CORRECT: In GS, EPOCH returns milliseconds. Divide by 1000 for PG-compatible seconds: EXTRACT(EPOCH FROM ts) / 1000
Transactions:
WRONG: BEGIN; INSERT...; COMMIT;
CORRECT: GS SQL has no transactions over the PG wire adapter. BEGIN/COMMIT/ROLLBACK are no-ops. Operate as if each statement is its own atomic unit.
Mixing TEQ and TDQ in one query:
WRONG: SELECT m.kwh, s._name FROM meter m JOIN system.stream s ON m._component_uid = s._component_uid
CORRECT: Cannot mix template tables with system tables in the same query. Pick one mode. To get stream metadata for components in a template, do two queries.
Forgetting underscore prefix on system columns:
WRONG: SELECT component_name FROM meter
WRONG: SELECT component_uid FROM system.stream
CORRECT: All system columns are underscore-prefixed snake_case — see §2.
system.stream row counts:
WRONG: SELECT _component_name FROM system.stream -- expects one row per component
CORRECT: system.stream has one row per STREAM, not per component. Use DISTINCT or filter by _id: SELECT DISTINCT _component_name FROM system.stream
Template inserts without _component_id:
WRONG: INSERT INTO sensor (temperature) VALUES (50)
CORRECT: Template inserts require _component_id: INSERT INTO sensor (_component_id, temperature) VALUES ('s1', 50)
Sample inserts without OR REPLACE:
WRONG: INSERT INTO system.sample (_component_uid, _uid, _time, _sample) VALUES (...)

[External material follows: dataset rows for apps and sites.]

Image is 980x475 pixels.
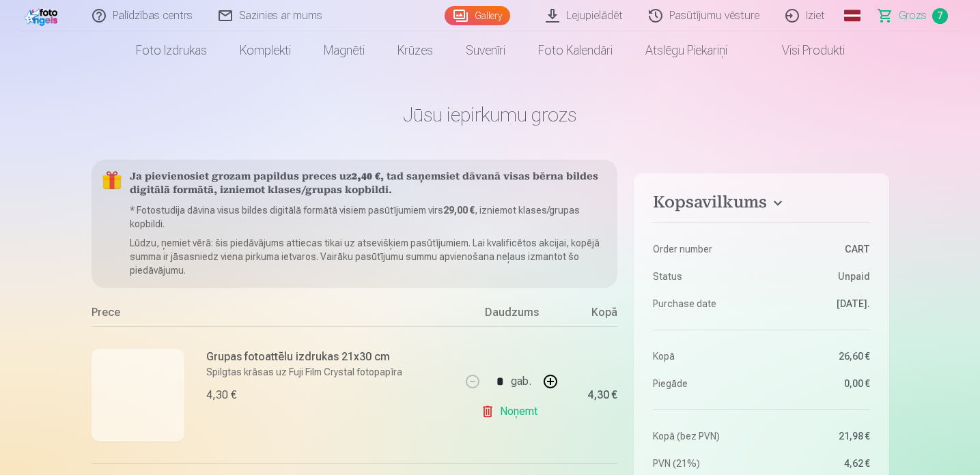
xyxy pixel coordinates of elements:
b: 29,00 € [443,205,474,215]
a: Gallery [444,6,510,25]
b: 2,40 € [352,172,380,182]
p: Spilgtas krāsas uz Fuji Film Crystal fotopapīra [207,365,403,379]
span: 7 [932,8,948,24]
dd: 4,62 € [768,457,870,470]
p: Lūdzu, ņemiet vērā: šis piedāvājums attiecas tikai uz atsevišķiem pasūtījumiem. Lai kvalificētos ... [130,237,607,277]
dd: 0,00 € [768,377,870,391]
div: Prece [91,304,461,327]
dt: Piegāde [653,377,755,391]
dd: CART [768,242,870,256]
a: Suvenīri [449,31,522,70]
dt: Kopā (bez PVN) [653,429,755,443]
span: Unpaid [838,269,870,283]
a: Atslēgu piekariņi [629,31,744,70]
dt: PVN (21%) [653,457,755,470]
dt: Order number [653,242,755,256]
span: Grozs [899,8,927,24]
dt: Status [653,269,755,283]
img: /fa1 [24,6,61,26]
dd: 21,98 € [768,429,870,443]
a: Visi produkti [744,31,862,70]
h1: Jūsu iepirkumu grozs [91,103,890,127]
a: Foto izdrukas [119,31,223,70]
h5: Ja pievienosiet grozam papildus preces uz , tad saņemsiet dāvanā visas bērna bildes digitālā form... [130,171,607,198]
a: Foto kalendāri [522,31,629,70]
dt: Kopā [653,349,755,364]
button: Kopsavilkums [653,193,869,217]
dd: 26,60 € [768,349,870,364]
a: Komplekti [223,31,308,70]
a: Noņemt [481,397,543,426]
p: * Fotostudija dāvina visus bildes digitālā formātā visiem pasūtījumiem virs , izniemot klases/gru... [130,204,607,231]
a: Krūzes [381,31,449,70]
div: 4,30 € [207,387,237,403]
h6: Grupas fotoattēlu izdrukas 21x30 cm [207,349,403,365]
a: Magnēti [308,31,381,70]
div: Kopā [563,304,617,327]
div: 4,30 € [587,391,617,399]
div: gab. [511,365,532,397]
dt: Purchase date [653,297,755,310]
div: Daudzums [461,304,563,327]
dd: [DATE]. [768,297,870,310]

CORRECT: INSERT OR REPLACE is mandatory on system.sample.
Per-user RBAC is automatic — do not add filters for it:
Per-user permissions are enforced inside the query engine across every access path (UI, GS SQL, ODBC/JDBC, OData, AI assistant). Unauthorized data is absent from results — not just hidden. Do NOT add WHERE clauses to filter by the calling user's permissions; the engine has already done it.